Noeleen Heyzer, Under-Secretary-General of the United Nations, will give the Devaki Jain Lecture on the topic of ‘At the Frontlines of Change: Feminist Leadership Transforming Lives’.
Noeleen Heyzer holds the rank of Under-Secretary-General of the United Nations. Born in Singapore, she received a BA and an MA from the University of Singapore and a doctorate in social sciences from Cambridge University. Noeleen Heyzer is an active member of the women’s movement in her region and has carried that passion into the UN.
All are warmly invited to attend.

RSC Public Seminar Series
Emergency Shelter and Forced Migration
Michaelmas Term 2016
Convened by Tom Scott-Smith and Mark E. Breeze
This interdisciplinary seminar series examines the nature and challenges of emergency shelter in the context of forced migration. What are the key issues in the design and provision of shelters? What does better shelter mean and how can we get there? How can political dynamics be managed in the organization of camps and urban areas? What lessons emerge from over forty years practical work in the shelter sector? The speakers in this series include academics and practitioners from the fields of architecture, planning, anthropology, humanitarianism, and design. The seminar series complements the forthcoming issue of Forced Migration Review Emergency Shelter, to be published in 2017.

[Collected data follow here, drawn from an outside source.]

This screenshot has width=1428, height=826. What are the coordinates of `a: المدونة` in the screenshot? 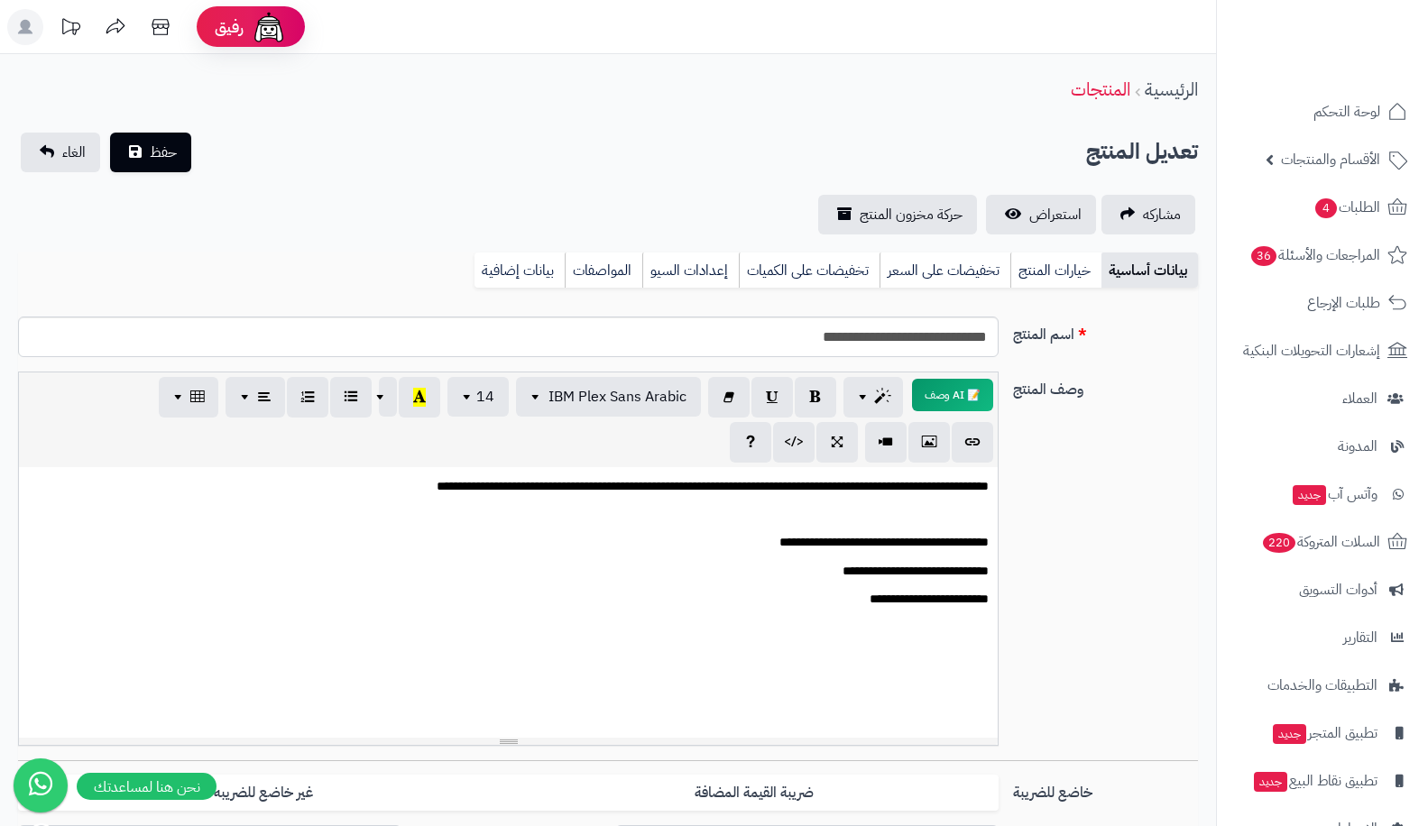 It's located at (1323, 447). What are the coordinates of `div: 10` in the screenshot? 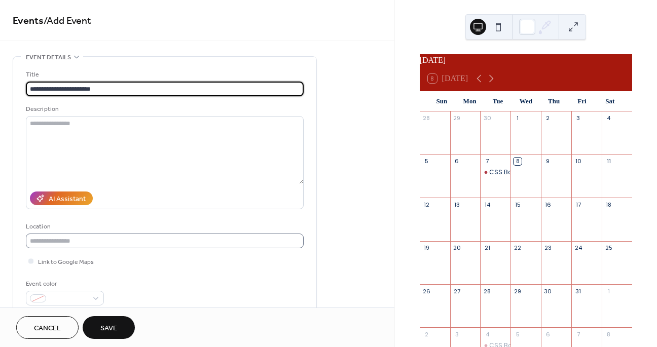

About the speaker: Grainne Hassett
Grainne Hassett is a practising architect, Senior Lecturer and member of the Advisory Board at the new School of Architecture, University of Limerick (SAUL). She regularly reviews work in other Irish Architecture Schools and has reviewed work at Yokohama, Turin, Stockholm and Strathclyde Schools of Architecture.
Her practice, Hassett Ducatez Architects is committed to a close connection between architecture and its own research. As architectural thinking advances through its negotiation of the architectural project within society, with technology, art, law, financial instruments and other myriad strategies, this practice is the field of her research. The work has received the Downes Medal for Architectural Excellence, 11 prestigious architectural awards in Ireland, been nominated for the Mies Van Der Rohe prize and the UK YAYA prize, and has been exhibited at the Venice Architecture Biennale amongst other featured, lectured, published, or exhibited scenarios nationally and internationally.

An unwinnable battle?
Zika and Ebola. Two viruses that are emerging as huge global threats to human health.
What can we learn from the past? How must we approach the future? Some of Oxford’s leading scientists host an exciting day of lectures, seminars and films providing insight into how the world should respond to these threats.
Join the Richard Doll Society for our annual conference! For ticket reservations, timetable information and poster abstract submissions, please visit the registration site.